Dissertations, Theses, and Capstone Projects

Date of Degree

10-2014

Document Type

Dissertation

Degree Name

Ph.D.

Program

Earth & Environmental Sciences

Advisor

Jeffrey A. Bird

Subject Categories

Biogeochemistry | Environmental Sciences | Organic Chemistry

Keywords

atmospheric black carbon, decomposition, fine roots, nitrogen, pyrogenic carbon, stable isotopes

Abstract

Soil organic matter (SOM) is the dominant reservoir of organic carbon (OC) in terrestrial ecosystems, storing approximately three times the size of the C pool in the atmosphere. In temperate forests, a major fraction of the SOM consists of slowly decaying soil organic C (SOC) pools. While slowly cycling C pools constitute a large reservoir of stable C in soils, the dominant environmental factors controlling this C pool remain unresolved. This research investigates two significant, but poorly characterized slowly decaying C pools: fine root litter (< 2mm) and thermally altered plant biomass (pyrogenic organic matter, PyOM).

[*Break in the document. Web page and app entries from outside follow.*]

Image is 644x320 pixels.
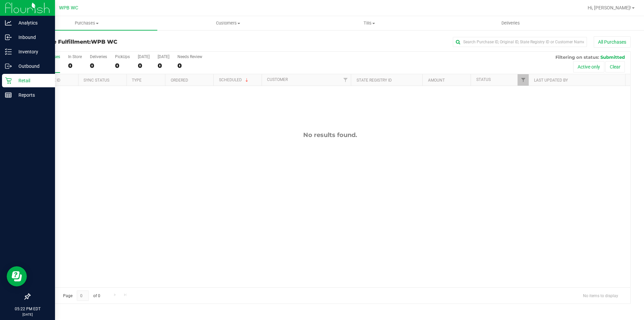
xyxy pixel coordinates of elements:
[605,61,624,73] button: Clear
[5,20,12,26] inline-svg: Analytics
[115,61,130,69] div: 0
[12,33,52,41] p: Inbound
[534,78,568,83] a: Last Updated By
[59,5,78,11] span: WPB WC
[440,16,581,30] a: Deliveries
[5,92,12,98] inline-svg: Reports
[171,78,188,83] a: Ordered
[3,312,52,317] p: [DATE]
[57,290,106,301] span: Page of 0
[115,54,130,59] div: PickUps
[12,76,52,85] p: Retail
[588,5,631,11] span: Hi, [PERSON_NAME]!
[267,77,288,82] a: Customer
[5,63,12,69] inline-svg: Outbound
[132,78,142,83] a: Type
[90,61,107,69] div: 0
[5,77,12,84] inline-svg: Retail
[573,61,604,73] button: Active only
[12,62,52,70] p: Outbound
[219,78,250,82] a: Scheduled
[83,78,109,83] a: Sync Status
[157,61,169,69] div: 0
[7,266,27,286] iframe: Resource center
[339,74,351,85] a: Filter
[91,39,117,45] span: WPB WC
[5,34,12,41] inline-svg: Inbound
[30,131,630,138] div: No results found.
[138,61,150,69] div: 0
[3,306,52,312] p: 05:22 PM EDT
[492,20,529,26] span: Deliveries
[157,54,169,59] div: [DATE]
[12,47,52,56] p: Inventory
[356,78,391,83] a: State Registry ID
[600,54,624,60] span: Submitted
[453,37,587,47] input: Search Purchase ID, Original ID, State Registry ID or Customer Name...
[157,16,298,30] a: Customers
[476,77,490,82] a: Status
[427,78,444,83] a: Amount
[177,54,202,59] div: Needs Review
[16,16,157,30] a: Purchases
[138,54,150,59] div: [DATE]
[298,20,439,26] span: Tills
[5,48,12,55] inline-svg: Inventory
[555,54,599,60] span: Filtering on status:
[12,19,52,27] p: Analytics
[298,16,439,30] a: Tills
[68,61,82,69] div: 0
[68,54,82,59] div: In Store
[577,290,624,300] span: No items to display
[517,74,528,85] a: Filter
[12,91,52,99] p: Reports
[157,20,298,26] span: Customers
[593,36,631,47] button: All Purchases
[30,39,230,45] h3: Purchase Fulfillment:
[177,61,202,69] div: 0
[16,20,157,26] span: Purchases
[90,54,107,59] div: Deliveries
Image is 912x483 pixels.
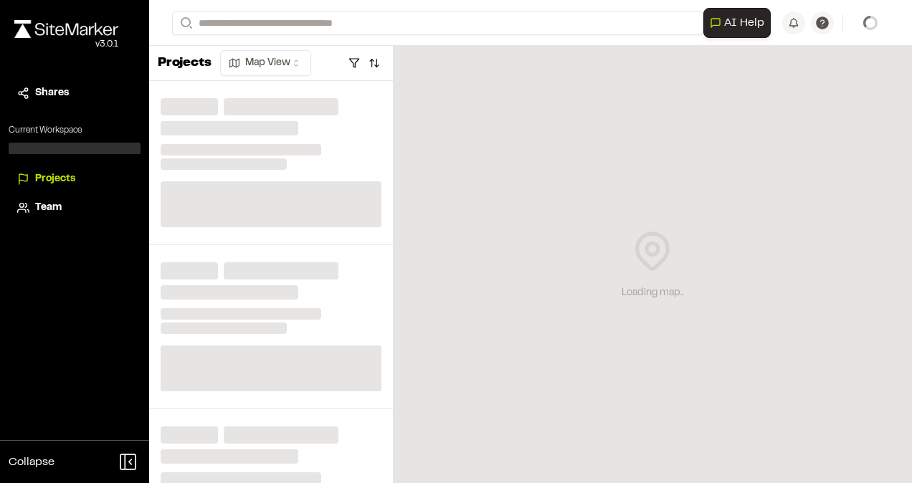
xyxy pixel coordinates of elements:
[14,20,118,38] img: rebrand.png
[17,171,132,187] a: Projects
[17,85,132,101] a: Shares
[703,8,771,38] button: Open AI Assistant
[724,14,764,32] span: AI Help
[158,54,212,73] p: Projects
[703,8,777,38] div: Open AI Assistant
[35,85,69,101] span: Shares
[14,38,118,51] div: Oh geez...please don't...
[9,124,141,137] p: Current Workspace
[9,454,55,471] span: Collapse
[172,11,198,35] button: Search
[35,200,62,216] span: Team
[17,200,132,216] a: Team
[35,171,75,187] span: Projects
[622,285,684,301] div: Loading map...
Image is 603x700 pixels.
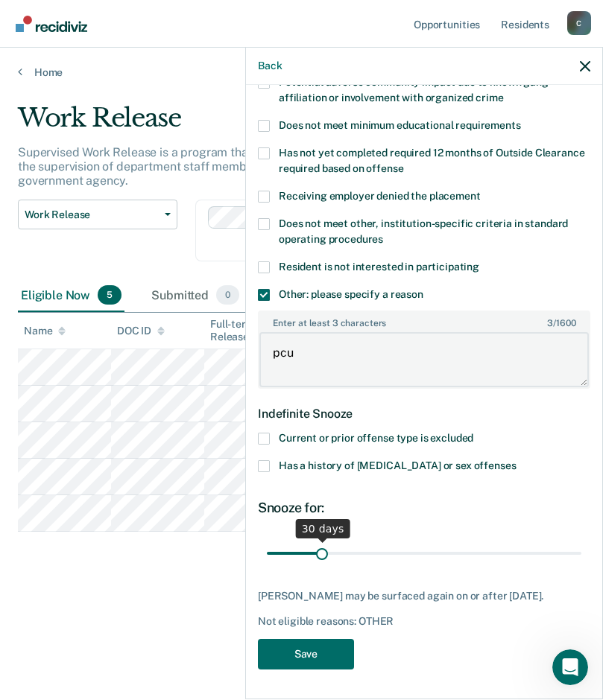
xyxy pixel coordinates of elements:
button: Save [258,639,354,669]
div: Send us a message [15,226,283,266]
div: Close [256,24,283,50]
span: Other: please specify a reason [279,288,423,300]
div: Full-term Release Date [210,318,291,344]
div: Not eligible reasons: OTHER [258,615,590,628]
span: Work Release [24,209,158,221]
div: Work Release [18,103,560,145]
img: Recidiviz [15,15,87,32]
div: Submitted [148,279,242,312]
textarea: pcu [259,332,588,387]
p: Hi [PERSON_NAME][EMAIL_ADDRESS][DOMAIN_NAME] 👋 [30,106,268,182]
span: Does not meet minimum educational requirements [279,119,521,131]
span: 3 [547,318,553,328]
button: Back [258,59,282,72]
img: logo [30,28,112,52]
div: Eligible Now [18,279,124,312]
span: Home [58,502,91,512]
div: DOC ID [117,325,165,337]
span: Has a history of [MEDICAL_DATA] or sex offenses [279,460,515,471]
a: Home [18,66,585,79]
p: How can we help? [30,182,268,207]
div: 30 days [296,519,350,538]
button: Messages [149,465,298,524]
img: Profile image for Rajan [146,24,176,54]
span: / 1600 [547,318,575,328]
span: Resident is not interested in participating [279,261,479,273]
span: Does not meet other, institution-specific criteria in standard operating procedures [279,218,568,245]
span: Receiving employer denied the placement [279,190,480,201]
div: Snooze for: [258,499,590,516]
div: Indefinite Snooze [258,395,590,433]
div: [PERSON_NAME] may be surfaced again on or after [DATE]. [258,590,590,603]
div: C [567,11,591,35]
img: Profile image for Kim [175,24,204,54]
div: Profile image for Krysty [202,24,232,54]
div: Name [24,325,66,337]
div: Send us a message [31,238,249,254]
span: 5 [98,285,121,305]
button: Profile dropdown button [567,11,591,35]
iframe: Intercom live chat [552,649,588,685]
span: Has not yet completed required 12 months of Outside Clearance required based on offense [279,147,584,175]
label: Enter at least 3 characters [259,312,588,328]
p: Supervised Work Release is a program that allows residents to work outside of the institution und... [18,145,554,188]
span: Current or prior offense type is excluded [279,432,473,443]
span: 0 [216,285,239,305]
span: Messages [198,502,249,512]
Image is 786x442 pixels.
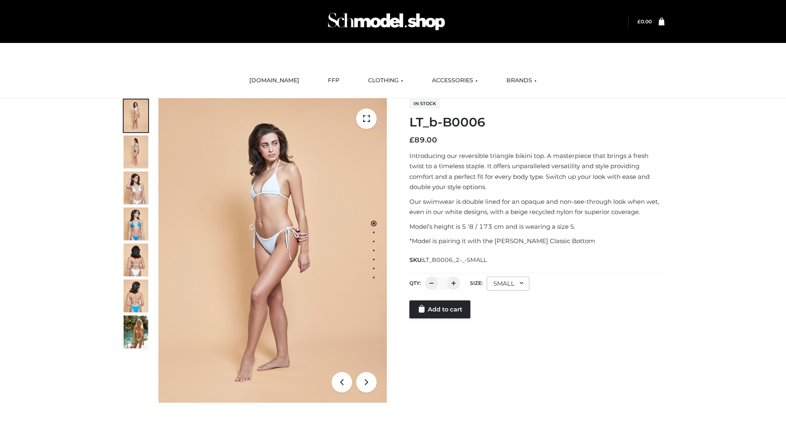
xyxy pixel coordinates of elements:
bdi: 89.00 [409,136,437,145]
p: Model’s height is 5 ‘8 / 173 cm and is wearing a size S. [409,221,664,232]
img: ArielClassicBikiniTop_CloudNine_AzureSky_OW114ECO_1 [158,98,387,403]
img: Schmodel Admin 964 [325,5,448,38]
img: Arieltop_CloudNine_AzureSky2.jpg [124,316,148,348]
label: Size: [470,280,483,286]
div: SMALL [487,277,529,291]
img: ArielClassicBikiniTop_CloudNine_AzureSky_OW114ECO_7-scaled.jpg [124,244,148,276]
h1: LT_b-B0006 [409,115,664,130]
bdi: 0.00 [637,18,652,25]
p: *Model is pairing it with the [PERSON_NAME] Classic Bottom [409,236,664,246]
img: ArielClassicBikiniTop_CloudNine_AzureSky_OW114ECO_1-scaled.jpg [124,99,148,132]
a: CLOTHING [362,72,409,90]
span: LT_B0006_2-_-SMALL [423,256,487,264]
label: QTY: [409,280,421,286]
p: Our swimwear is double lined for an opaque and non-see-through look when wet, even in our white d... [409,197,664,217]
a: £0.00 [637,18,652,25]
img: ArielClassicBikiniTop_CloudNine_AzureSky_OW114ECO_3-scaled.jpg [124,172,148,204]
p: Introducing our reversible triangle bikini top. A masterpiece that brings a fresh twist to a time... [409,151,664,192]
img: ArielClassicBikiniTop_CloudNine_AzureSky_OW114ECO_8-scaled.jpg [124,280,148,312]
a: BRANDS [500,72,543,90]
a: ACCESSORIES [426,72,484,90]
a: FFP [322,72,346,90]
span: SKU: [409,255,488,265]
span: £ [637,18,641,25]
a: Add to cart [409,300,470,319]
span: £ [409,136,414,145]
span: In stock [409,99,440,108]
a: [DOMAIN_NAME] [243,72,305,90]
img: ArielClassicBikiniTop_CloudNine_AzureSky_OW114ECO_4-scaled.jpg [124,208,148,240]
img: ArielClassicBikiniTop_CloudNine_AzureSky_OW114ECO_2-scaled.jpg [124,136,148,168]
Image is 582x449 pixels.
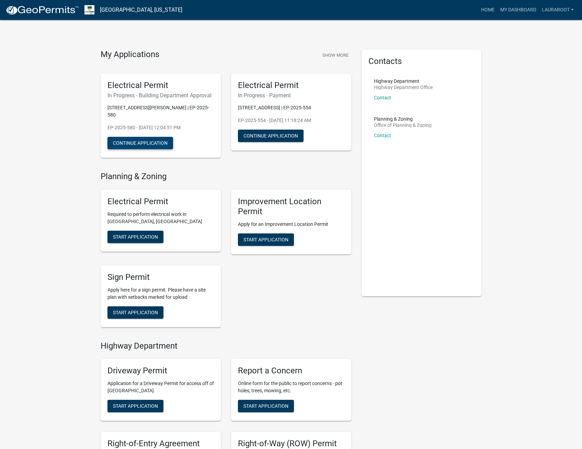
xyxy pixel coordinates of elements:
h6: In Progress - Building Department Approval [108,92,214,99]
span: Start Application [113,234,158,239]
p: [STREET_ADDRESS] | EP-2025-554 [238,104,344,111]
p: Apply for an Improvement Location Permit [238,221,344,228]
a: Home [478,3,498,16]
p: [STREET_ADDRESS][PERSON_NAME] | EP-2025-580 [108,104,214,118]
a: My Dashboard [498,3,539,16]
h5: Improvement Location Permit [238,196,344,216]
p: Planning & Zoning [374,116,432,121]
h5: Electrical Permit [108,196,214,206]
span: Start Application [244,236,289,242]
button: Show More [320,49,351,61]
span: Start Application [244,403,289,408]
h6: In Progress - Payment [238,92,344,99]
h4: Planning & Zoning [101,171,351,181]
p: Apply here for a sign permit. Please have a site plan with setbacks marked for upload [108,286,214,301]
h5: Right-of-Way (ROW) Permit [238,438,344,448]
h5: Electrical Permit [108,80,214,90]
h4: My Applications [101,49,159,60]
a: [GEOGRAPHIC_DATA], [US_STATE] [100,4,182,16]
img: Morgan County, Indiana [84,5,94,14]
button: Start Application [238,399,294,412]
p: Required to perform electrical work in [GEOGRAPHIC_DATA], [GEOGRAPHIC_DATA] [108,211,214,225]
button: Start Application [108,230,163,243]
h5: Report a Concern [238,365,344,375]
span: Start Application [113,309,158,315]
h5: Driveway Permit [108,365,214,375]
p: Office of Planning & Zoning [374,123,432,127]
p: Highway Department [374,79,433,83]
a: Contact [374,133,391,138]
h5: Right-of-Entry Agreement [108,438,214,448]
a: Contact [374,95,391,100]
h5: Sign Permit [108,272,214,282]
button: Start Application [238,233,294,246]
button: Start Application [108,306,163,318]
p: Online form for the public to report concerns - pot holes, trees, mowing, etc. [238,380,344,394]
h5: Electrical Permit [238,80,344,90]
button: Continue Application [238,129,304,142]
p: EP-2025-580 - [DATE] 12:04:51 PM [108,124,214,131]
p: EP-2025-554 - [DATE] 11:18:24 AM [238,117,344,124]
h4: Highway Department [101,341,351,351]
h5: Contacts [369,56,475,66]
span: Start Application [113,403,158,408]
a: LauraRoot [539,3,577,16]
button: Start Application [108,399,163,412]
button: Continue Application [108,137,173,149]
p: Highway Department Office [374,85,433,90]
p: Application for a Driveway Permit for access off of [GEOGRAPHIC_DATA] [108,380,214,394]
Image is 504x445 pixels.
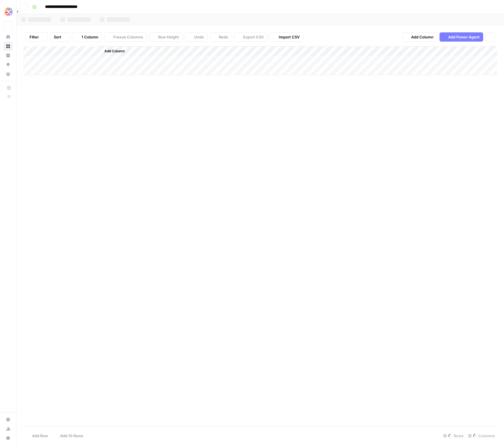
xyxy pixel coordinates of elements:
span: 1 Column [82,34,98,40]
span: Add Power Agent [449,34,480,40]
button: Add Power Agent [440,33,483,42]
span: Undo [194,34,204,40]
div: Columns [466,431,497,440]
button: Add Column [402,33,437,42]
button: Filter [26,33,48,42]
button: Add 10 Rows [52,431,87,440]
span: Sort [54,34,61,40]
button: Help + Support [3,433,12,443]
button: Row Height [150,33,183,42]
a: Home [3,33,12,42]
img: Endaoment Logo [3,6,14,17]
a: Usage [3,424,12,433]
span: Import CSV [279,34,300,40]
button: Add Column [97,48,127,55]
span: Add 10 Rows [60,433,83,439]
span: Row Height [158,34,179,40]
a: Your Data [3,69,12,79]
span: Export CSV [243,34,264,40]
button: Export CSV [234,33,268,42]
button: Add Row [24,431,52,440]
button: Workspace: Endaoment [3,5,12,19]
span: Add Column [411,34,434,40]
a: Insights [3,51,12,60]
a: Settings [3,415,12,424]
span: Add Row [32,433,48,439]
button: Undo [185,33,208,42]
a: Opportunities [3,60,12,69]
span: Redo [219,34,228,40]
button: 1 Column [73,33,102,42]
span: Filter [29,34,39,40]
button: Freeze Columns [104,33,147,42]
span: Add Column [104,49,125,54]
div: Rows [441,431,466,440]
button: Import CSV [270,33,303,42]
a: Browse [3,42,12,51]
button: Redo [210,33,232,42]
span: Freeze Columns [113,34,143,40]
button: Sort [50,33,70,42]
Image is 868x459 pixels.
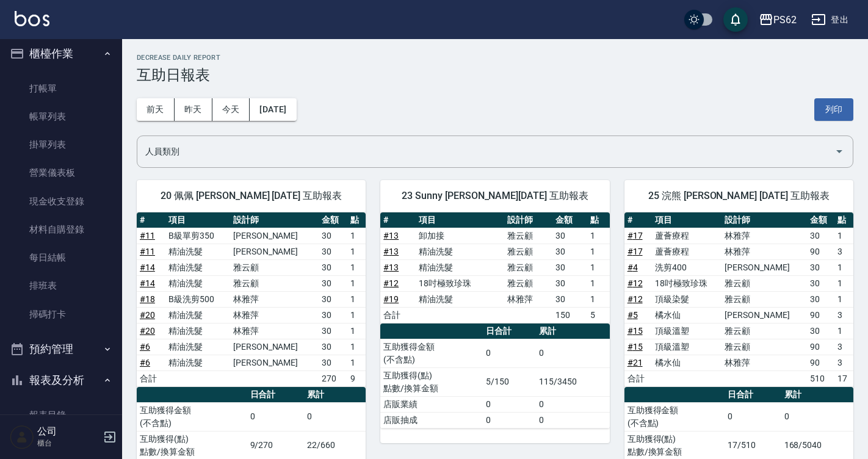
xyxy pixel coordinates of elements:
td: 0 [483,412,536,428]
th: 設計師 [504,213,552,228]
a: 帳單列表 [5,102,117,131]
td: 30 [552,276,588,291]
button: [DATE] [250,98,296,121]
td: 頂級染髮 [652,291,722,307]
td: 雅云顧 [722,291,806,307]
td: 1 [587,291,609,307]
div: PS62 [773,12,796,28]
a: #5 [628,310,638,320]
td: 頂級溫塑 [652,323,722,338]
td: 合計 [137,370,165,387]
a: #18 [139,294,155,304]
table: a dense table [624,213,853,387]
td: 1 [834,323,853,338]
a: 掛單列表 [5,131,117,158]
button: 今天 [213,98,251,121]
a: 每日結帳 [5,244,117,271]
a: #13 [383,246,399,257]
td: 30 [807,276,834,291]
td: 橘水仙 [652,355,722,370]
th: 金額 [807,213,834,228]
th: 金額 [319,213,347,228]
td: 互助獲得金額 (不含點) [624,402,725,431]
td: 30 [319,291,347,307]
td: 林雅萍 [230,323,319,338]
td: 3 [834,338,853,355]
th: 累計 [781,387,853,403]
a: 現金收支登錄 [5,188,117,215]
td: 1 [587,244,609,259]
table: a dense table [137,213,366,387]
td: 雅云顧 [504,276,552,291]
td: 精油洗髮 [416,291,504,307]
td: 0 [724,402,781,431]
td: 150 [552,307,588,323]
th: 設計師 [230,213,319,228]
a: #14 [139,263,155,272]
td: 18吋極致珍珠 [652,276,722,291]
td: 雅云顧 [504,244,552,259]
th: 日合計 [247,387,305,403]
td: 30 [319,244,347,259]
td: 90 [807,355,834,370]
td: 橘水仙 [652,307,722,323]
td: 精油洗髮 [416,259,504,276]
td: 雅云顧 [504,259,552,276]
button: 昨天 [175,98,213,121]
a: #11 [139,246,155,257]
td: 1 [347,276,366,291]
td: 90 [807,338,834,355]
h3: 互助日報表 [137,66,853,84]
span: 23 Sunny [PERSON_NAME][DATE] 互助報表 [395,190,594,202]
td: [PERSON_NAME] [722,307,806,323]
a: 掃碼打卡 [5,301,117,328]
a: #15 [628,342,643,351]
td: 18吋極致珍珠 [416,276,504,291]
td: 30 [552,259,588,276]
th: 點 [587,213,609,228]
td: 30 [807,259,834,276]
td: 510 [807,370,834,387]
td: 1 [587,227,609,244]
td: 1 [347,355,366,370]
button: 預約管理 [5,333,117,365]
th: 點 [834,213,853,228]
a: #17 [628,231,643,240]
td: 卸加接 [416,227,504,244]
table: a dense table [381,213,609,324]
a: #12 [383,278,399,288]
td: 林雅萍 [504,291,552,307]
td: 洗剪400 [652,259,722,276]
button: 報表及分析 [5,364,117,396]
td: 精油洗髮 [165,259,230,276]
button: 登出 [806,9,853,31]
td: 雅云顧 [504,227,552,244]
button: 前天 [137,98,175,121]
button: PS62 [754,7,802,32]
td: 精油洗髮 [165,276,230,291]
td: 0 [536,396,609,412]
td: 精油洗髮 [165,338,230,355]
td: 1 [587,259,609,276]
a: #6 [139,357,150,368]
a: #19 [383,294,399,304]
td: [PERSON_NAME] [230,227,319,244]
td: 1 [834,291,853,307]
td: 合計 [624,370,652,387]
td: 林雅萍 [722,244,806,259]
img: Logo [15,11,49,26]
td: 店販抽成 [381,412,483,428]
a: #15 [628,326,643,336]
td: 0 [483,338,536,368]
td: 30 [807,323,834,338]
input: 人員名稱 [142,141,829,162]
td: 蘆薈療程 [652,227,722,244]
td: 店販業績 [381,396,483,412]
span: 20 佩佩 [PERSON_NAME] [DATE] 互助報表 [152,190,351,202]
td: 1 [347,338,366,355]
th: 點 [347,213,366,228]
td: 1 [347,323,366,338]
button: 櫃檯作業 [5,38,117,70]
th: 項目 [165,213,230,228]
th: 項目 [416,213,504,228]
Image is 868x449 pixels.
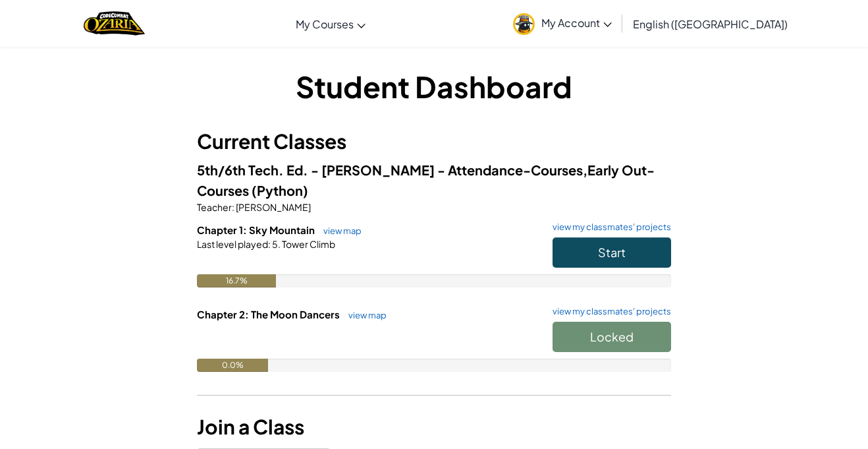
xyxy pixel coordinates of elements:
img: avatar [513,13,535,35]
img: Home [84,10,145,37]
span: : [232,201,234,213]
span: Chapter 2: The Moon Dancers [197,307,341,320]
span: My Courses [296,17,354,31]
span: 5. [270,238,280,250]
span: English ([GEOGRAPHIC_DATA]) [633,17,788,31]
span: Last level played [197,238,268,250]
a: My Courses [289,6,372,42]
h3: Current Classes [197,126,671,156]
a: view map [317,226,362,236]
div: 0.0% [197,358,268,372]
a: English ([GEOGRAPHIC_DATA]) [627,6,794,42]
span: Start [598,244,626,260]
span: Tower Climb [280,238,335,250]
a: Ozaria by CodeCombat logo [84,10,145,37]
span: My Account [541,16,612,30]
h3: Join a Class [197,412,671,442]
span: 5th/6th Tech. Ed. - [PERSON_NAME] - Attendance-Courses,Early Out-Courses [197,162,655,198]
a: view my classmates' projects [546,307,671,315]
span: [PERSON_NAME] [234,201,311,213]
span: Teacher [197,201,232,213]
span: : [268,238,270,250]
div: 16.7% [197,274,276,287]
a: view map [341,309,386,320]
span: Chapter 1: Sky Mountain [197,223,317,236]
a: view my classmates' projects [546,223,671,232]
span: (Python) [252,182,308,198]
h1: Student Dashboard [197,66,671,107]
button: Start [553,237,671,268]
a: My Account [506,3,618,44]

Specifically, I used compound-specific stable isotope analysis (13C and 15N) as my main methodological approach to examine the (1) decomposition of root litter and PyOM in temperate forest soils, and (2) the factors (soil type, nitrogen addition, and SOM) that affected the stability of these two SOC pools. This was accomplished by integrating the results of: a 180-d incubation study on PyOM decomposition, a study on the molecular composition and physicochemical structure of PyOM, δ13C measurements of PyOM molecular markers (13C-benzene polycarboxylic acids) in soils, measurements of atmospheric PyOM-C deposition, and a 2-yr field study on root litter decay. PyOM-C at 450oC had a centennial mean residence time (MRT) in temperate forest soils, and the mineralization of PyOM-N was affected by reactive mineral surfaces. Future tracing experiment studies will greatly benefit from the use of 13C-BPCA approach to quantify PyOM turnover rates in soils. In northern Michigan, PyOM-C deposition fluxes from the atmosphere to soils were low, but provided background data relevant for future assessments of atmospheric PyOM-C concentration. Lastly, maple roots decomposed faster than those reported by previous studies in temperate ecosystems, suggesting that root litter C is not a stable SOM pool in northern temperate forest soils. To improve long-term predictions of the impact of climate change on SOC fluxes, ecosystem scale C models should consider root detritus as a fast-cycling C pool in northern forest soils, incorporate the effect of soil mineral assemblage on the stability of SOM, and no longer assume that PyOM has a millennial MRT in soils.